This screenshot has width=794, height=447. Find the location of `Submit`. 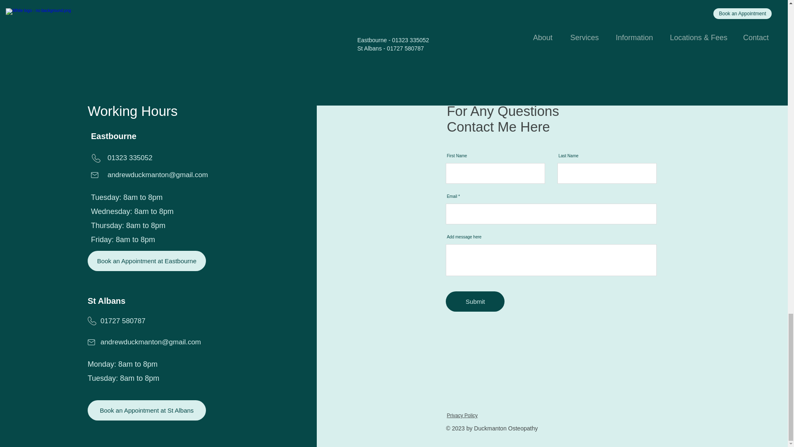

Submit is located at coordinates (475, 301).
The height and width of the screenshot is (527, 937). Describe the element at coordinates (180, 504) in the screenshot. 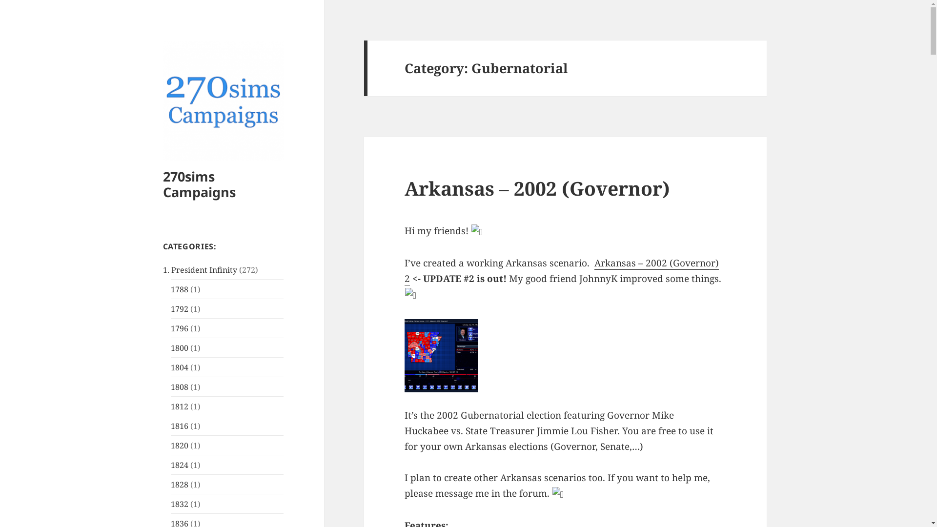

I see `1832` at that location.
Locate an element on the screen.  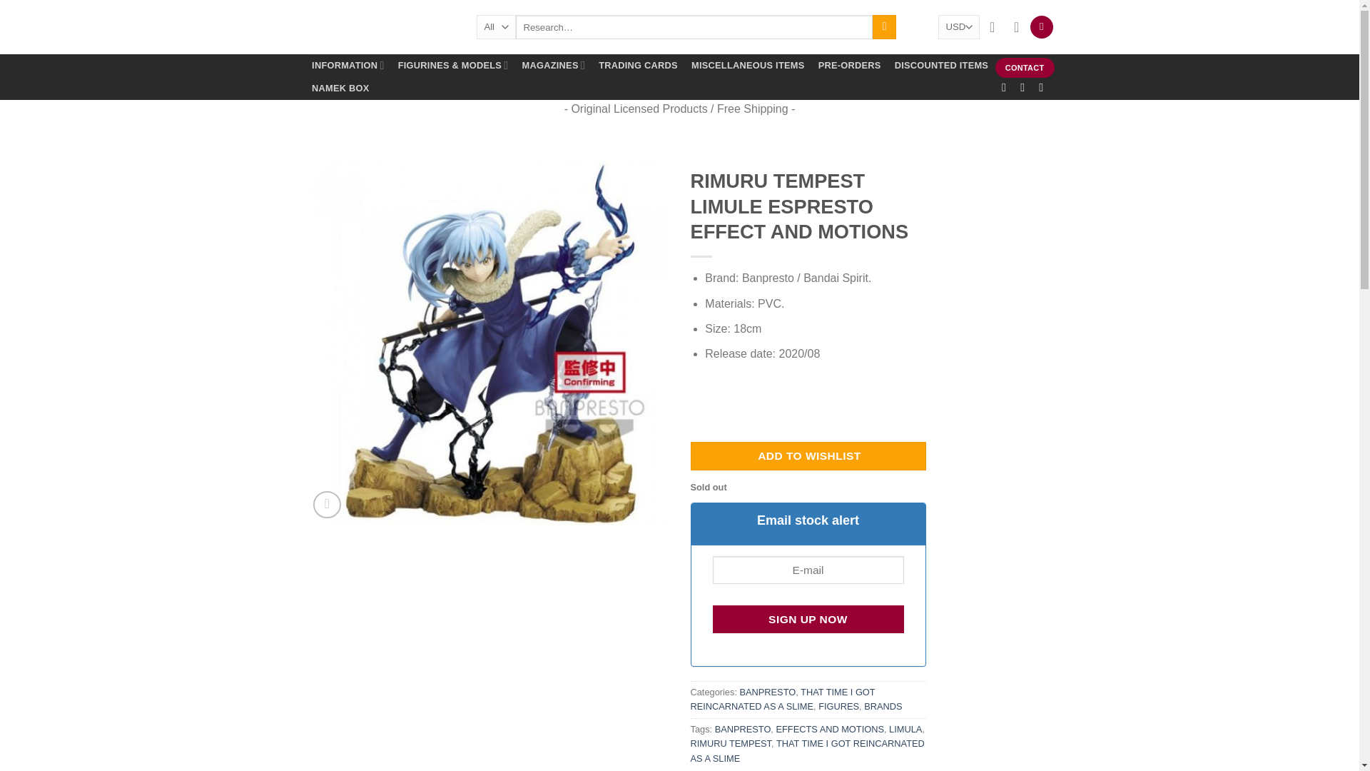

__Your instructions__. Line by line and exactly, write out the material above. Skip the pictures.

__Solution for this problem__.
This screenshot has width=794, height=447. Find the location of `Submit`. 

Submit is located at coordinates (475, 301).
The height and width of the screenshot is (527, 937). Describe the element at coordinates (180, 504) in the screenshot. 

I see `1832` at that location.
Locate an element on the screen.  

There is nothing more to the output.